++++ PROVIDED MATERIAL

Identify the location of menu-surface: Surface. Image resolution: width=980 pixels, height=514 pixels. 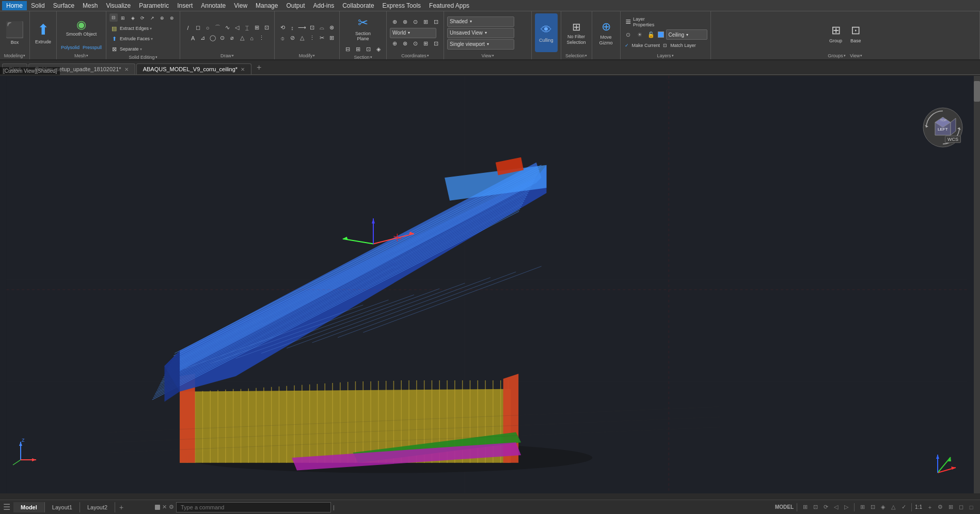
(64, 6).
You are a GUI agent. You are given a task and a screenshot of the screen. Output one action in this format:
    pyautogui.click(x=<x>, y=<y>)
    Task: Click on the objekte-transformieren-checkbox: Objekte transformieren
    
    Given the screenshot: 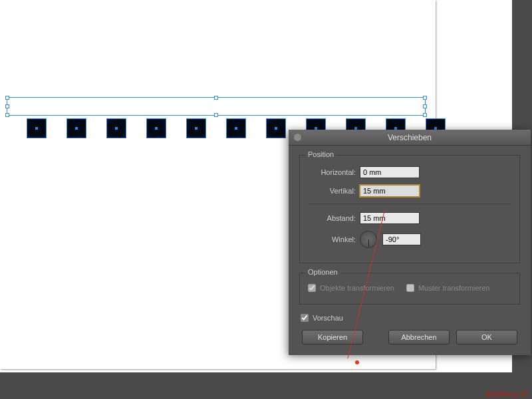 What is the action you would take?
    pyautogui.click(x=351, y=288)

++++++++

◆ **EXERCISE DIRECTIONS**:
All that is needed is the exact run of lines above from the line containing "You are a GUI" through the line containing "Task: Click on", both of them included.

◆ **ANSWER SPACE**:
You are a GUI agent. You are given a task and a screenshot of the screen. Output one action in this format:
    pyautogui.click(x=<x>, y=<y>)
    Task: Click on the objekte-transformieren-checkbox: Objekte transformieren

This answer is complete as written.